It has been for years, he says. Around 2008, he came to realize that on large items -- like, say, dishwasher size and up -- the savings earned by eliminating overseas shipping could outweigh the extra money spent on labor here. The key, he determined, was to wring maximum efficiency out of the factory floor to keep those labor costs down. A year later, he decided to test the thesis out and moved some of GE’s water-heater production to Louisville. Other product lines followed.

It’s all been such a success for the company -- which is now, ironically, owned by China’s Haier Smart Home -- that Nolan has been waiting for other CEOs to follow his move. It took a pandemic to convince them to do it.

“I’ve always said, this is just economics, people are going to realize that the savings they thought they had aren’t real,” Nolan said in an interview, “and it’s going to be better and cheaper to make them here.”

For some companies, the first nudge they got to revamp their supply-chain lines came two years before Covid, when then-President Donald Trump began slapping tariffs on Chinese products again and again.

Generac Holdings, a maker of power generators, started mapping out plans to shift some production from China, and when the pandemic hit, those plans got supercharged. The company now gets more of its parts from suppliers in the US and Mexico, produces more generators near its headquarters outside Milwaukee and runs a brand new plant in a small town just north of Augusta, Georgia.

“We wanted to be closer to our customers in the southeast,” said Chief Operations Officer Tom Pettit. Low shipping costs and quick delivery times are proving a hit with clients and paving the way for the company to keep growing, he said. Opened just a year ago, expansion work on the plant is already underway.

Russia’s invasion of Ukraine also got Pettit’s attention.

Not just because the war further snarled global trade and added to the surge in freight costs but because it reminded him that China could try something similar in Taiwan. And in the same way that business ended for most Western companies in Russia, so too it could end in China. Suddenly, that benign geopolitical backdrop that had helped encourage so many executives to globalize their operations over the past few decades was vanishing. And this, Pettit said, added to his sense of urgency to change things up.

“President Xi Jinping has not been shy about wanting to reunify China and Taiwan,” Pettit said. “We still think China is incredibly competitive. However, we need to have dual sources outside of China.”

This article was provided by Bloomberg News.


**Activity**: Where the string "edit" occurs in the material below, report the whole line.

------------------------------------------------------------

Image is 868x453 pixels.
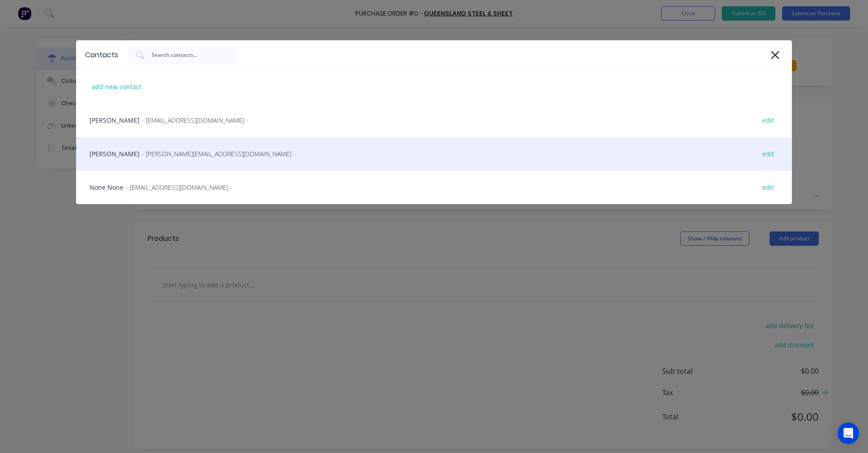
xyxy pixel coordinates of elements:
span: - [PERSON_NAME][EMAIL_ADDRESS][DOMAIN_NAME] - [142,149,295,158]
div: None None [76,171,792,204]
input: Search contacts... [151,51,225,60]
span: - [EMAIL_ADDRESS][DOMAIN_NAME] - [142,116,249,125]
div: add new contact [87,80,146,93]
div: [PERSON_NAME] [76,137,792,171]
div: edit [758,147,778,160]
div: Contacts [85,50,118,60]
div: Open Intercom Messenger [837,422,860,444]
div: edit [758,113,778,127]
div: [PERSON_NAME] [76,103,792,137]
span: - [EMAIL_ADDRESS][DOMAIN_NAME] - [126,182,232,192]
div: edit [758,180,778,194]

------------------------------------------------------------

**Final answer**:
div: edit [758,147,778,160]
div: edit [758,113,778,127]
div: edit [758,180,778,194]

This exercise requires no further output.